Janet Reed

The Electric Pencil Artist: Drawings From Inside State Hospital No. 3

                      Replicas of Art James Edward Deeds (1908-1987)

                      I wanted to stand in the presence of the real thing and feel it— it’s never
                       the aboutness of anything but the wailing underneath it. Frank X. Gaspar

I stare at his pictures the way a Peeping Tom
peers through a stranger’s lace curtains
sure that the secrets of his difference

will spill through the symmetry of gloved hands
and a vase of flowers on a sturdy bedside table
the way a closet light behind a half-shut door

at four a.m. highlights my mud and wrinkles.
I want to know how a father whose fists
failed to force compliance could sign away

his son with the stroke of a pen, then never visit
or send a birthday card, if years of Thorazine
and electroshock helped or made things worse.

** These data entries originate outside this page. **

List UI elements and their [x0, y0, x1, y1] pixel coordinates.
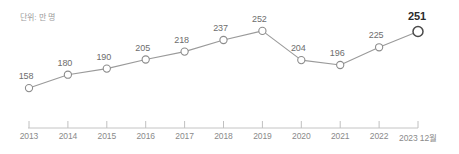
line-chart: 단위: 만 명 15818019020521823725220419622525…	[0, 0, 459, 154]
x-axis-tick-label: 2017	[175, 131, 194, 141]
x-axis-tick-label: 2015	[98, 131, 117, 141]
x-axis-tick-label: 2016	[136, 131, 155, 141]
data-point-value-label: 190	[96, 52, 111, 62]
x-axis-tick-label: 2019	[253, 131, 272, 141]
x-axis-tick-label: 2021	[331, 131, 350, 141]
x-axis-tick-label: 2023 12월	[399, 131, 437, 143]
data-point-value-label: 205	[135, 43, 150, 53]
data-point-marker	[298, 57, 305, 64]
x-axis-ticks	[29, 121, 418, 128]
x-axis-tick-label: 2014	[59, 131, 78, 141]
data-point-value-label: 196	[330, 48, 345, 58]
data-point-marker	[181, 48, 188, 55]
data-point-value-label: 158	[19, 71, 34, 81]
data-point-marker	[142, 56, 149, 63]
x-axis-tick-label: 2022	[370, 131, 389, 141]
series-markers	[25, 27, 423, 92]
data-point-value-label: 225	[369, 30, 384, 40]
x-axis-tick-label: 2020	[292, 131, 311, 141]
data-point-value-label: 204	[291, 43, 306, 53]
x-axis-tick-label: 2018	[214, 131, 233, 141]
data-point-value-label: 251	[408, 10, 426, 22]
data-point-marker	[376, 44, 383, 51]
data-point-value-label: 180	[58, 58, 73, 68]
x-axis-tick-label: 2013	[20, 131, 39, 141]
data-point-marker	[337, 61, 344, 68]
data-point-marker	[413, 27, 423, 37]
data-point-value-label: 237	[213, 23, 228, 33]
data-point-value-label: 252	[252, 14, 267, 24]
data-point-marker	[103, 65, 110, 72]
data-point-marker	[25, 85, 32, 92]
x-axis	[28, 121, 418, 128]
data-point-marker	[259, 27, 266, 34]
data-point-marker	[64, 71, 71, 78]
data-point-value-label: 218	[174, 35, 189, 45]
data-point-marker	[220, 36, 227, 43]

I imagine him, locked away, a boy becoming a man
sketching on napkins, a ward nurse noticing --
a psychiatrist perhaps finding a box of invoices

dusted with disuse in a supply closet giving him
pages of promises to pay, art therapy drawn
over the doubled lines of debits and credits,

the green of his Ozark hills, faces of patient friends
framed inside columns lined for services rendered,
tongue depressors rolled like fat cigars

and Why, Doctor? penciled under the bolded
State Hospital #3. You know where this is going:
wild things traipsing through the night

of a tortured mind, the blood and bruises crusted
with childhood memories of abandonment
concealed in the hand-bound book that was lost

then found, salvaged from a dumpster by a boy
who sold it on eBay to a New York collector
who made a replica I bought on amazon.

It’s not the aboutness of anything, the poet Gaspar
writes, but the wailing underneath that keeps me
looking for vestiges of the boy safe in his fiery furnace,

but I can’t see it, his path through bad luck, bad genes,
born on the wrong side of history, but I know
I need to say I’m sorry for all of it from all of us,

what we did not know, did not do, knew to do but did
not do, for all the lies we’ve told about never doing
these kinds of things again, but still do. I want

the simple beauty in these pictures to set me free,
to move me through the darkness of my own regrets,
to make restitution for sins that stain us all.